'''

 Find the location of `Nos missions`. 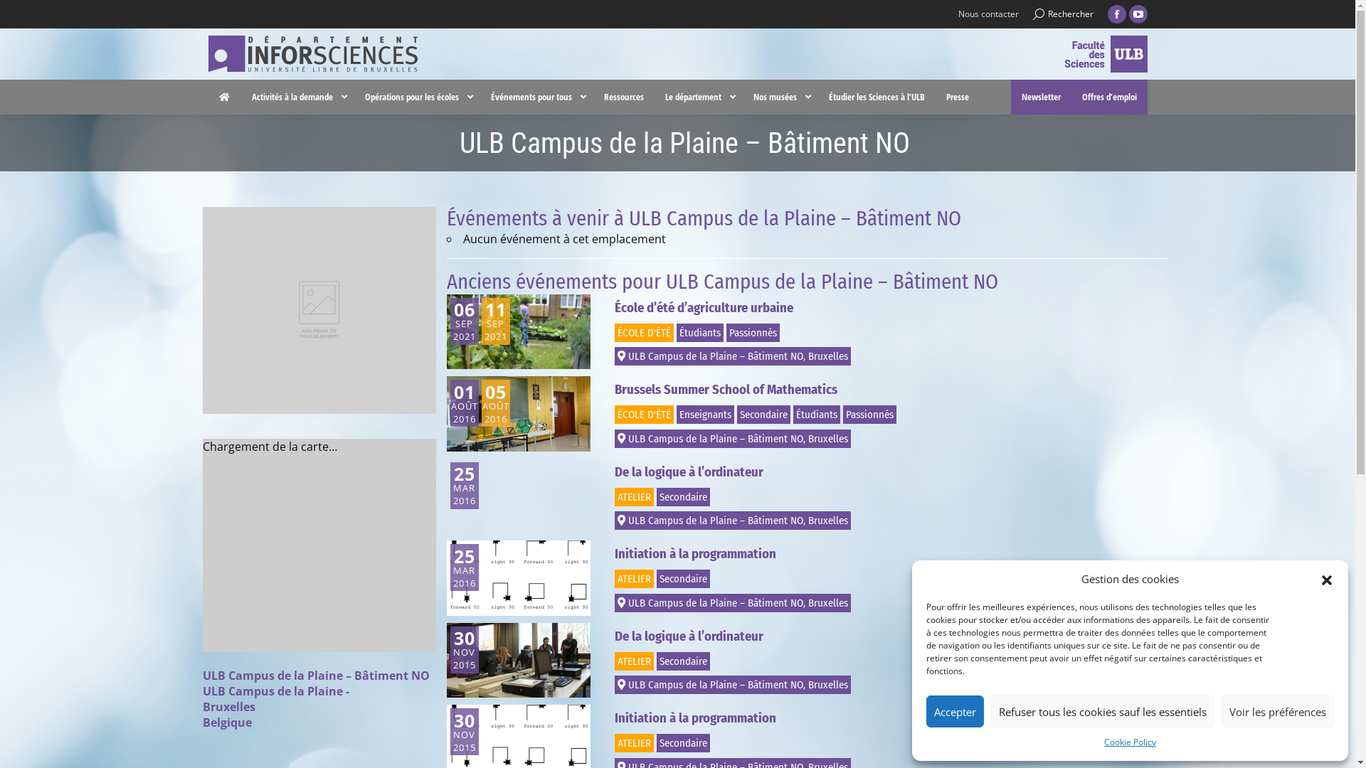

Nos missions is located at coordinates (870, 451).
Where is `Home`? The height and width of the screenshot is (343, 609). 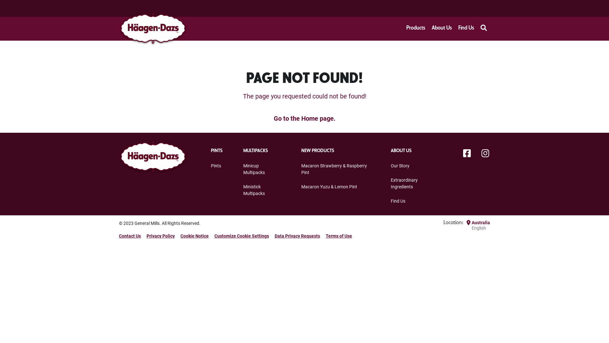 Home is located at coordinates (310, 118).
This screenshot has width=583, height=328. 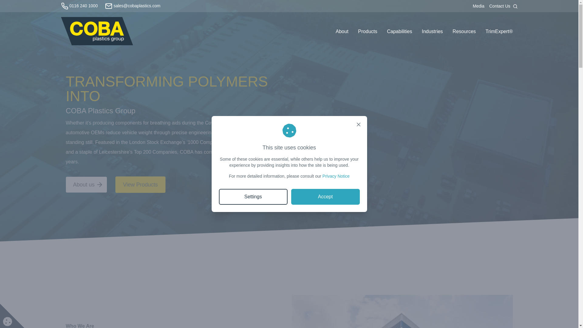 I want to click on Products, so click(x=368, y=32).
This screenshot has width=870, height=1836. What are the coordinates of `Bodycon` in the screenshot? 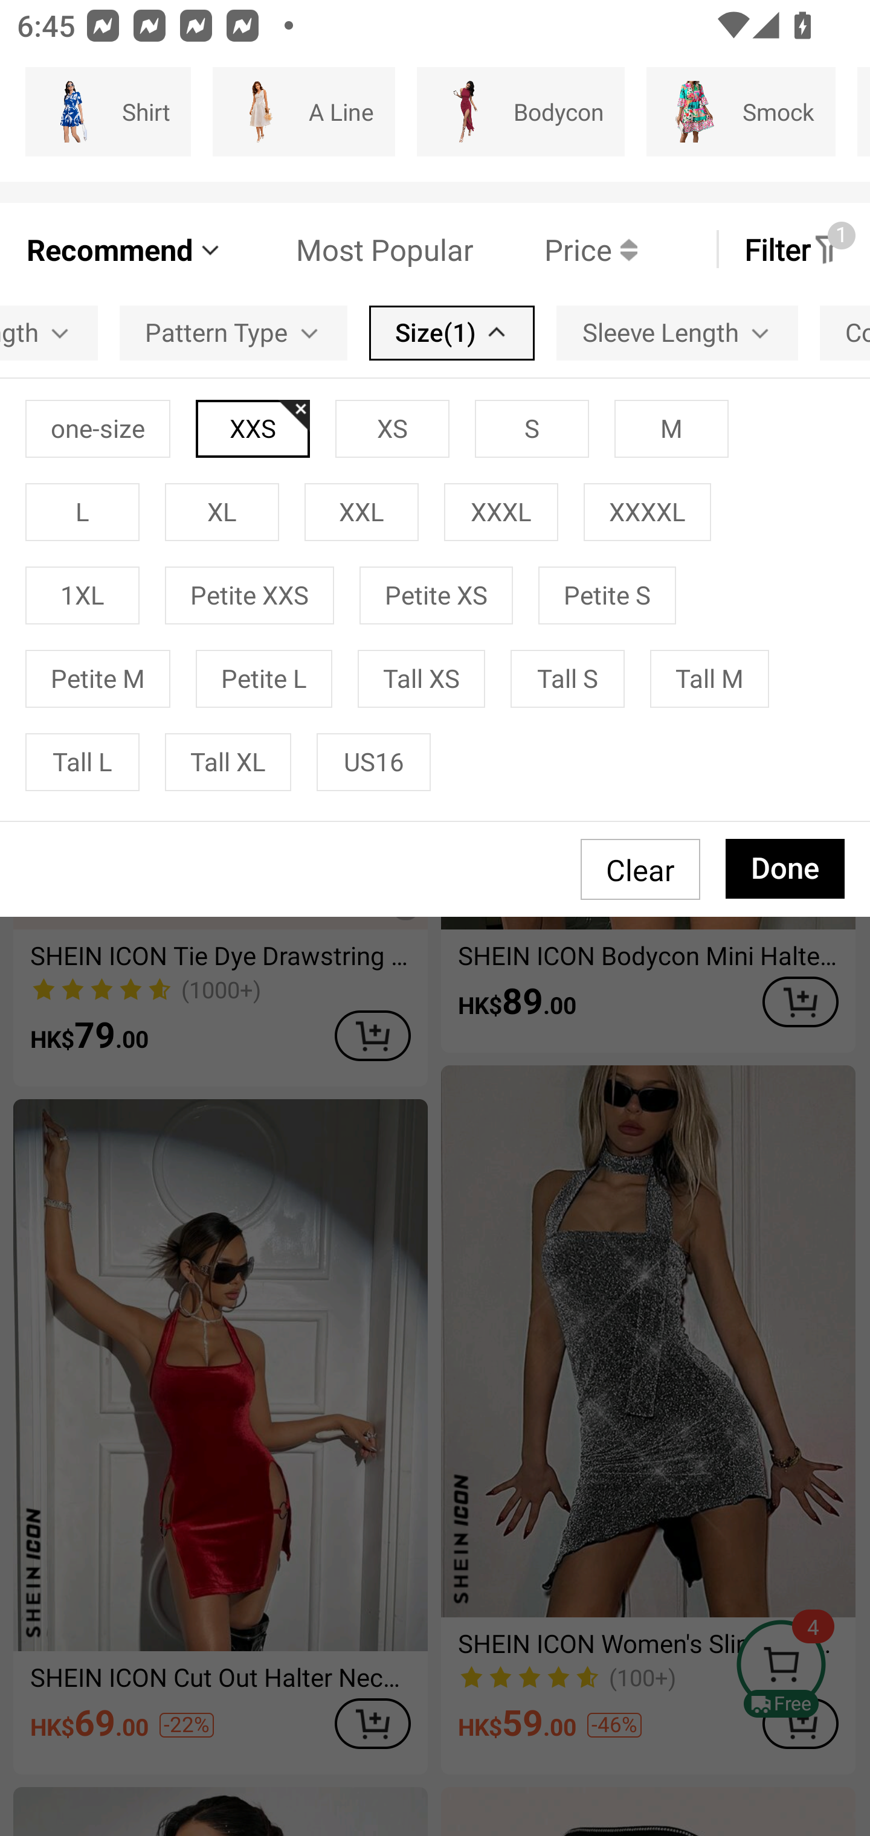 It's located at (520, 112).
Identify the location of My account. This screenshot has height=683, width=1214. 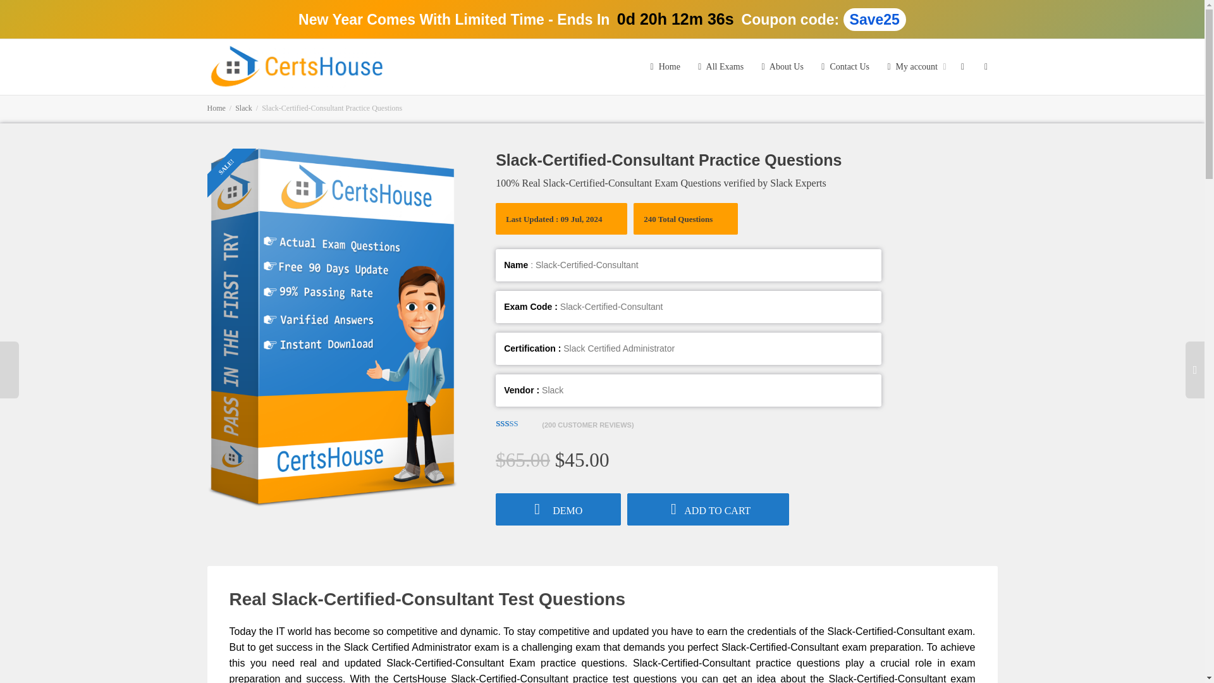
(914, 67).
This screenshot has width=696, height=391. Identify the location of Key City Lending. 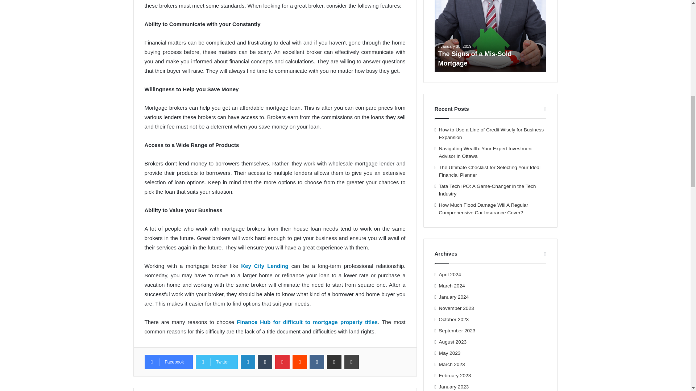
(264, 266).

'''

With pictures omitted, reproduce exactly the lines from the line containing "Identify the location of My" through the end of the data above.

Identify the location of My account. This screenshot has height=683, width=1214. 
(914, 67).
This screenshot has width=696, height=391. Identify the location of Key City Lending. 
(264, 266).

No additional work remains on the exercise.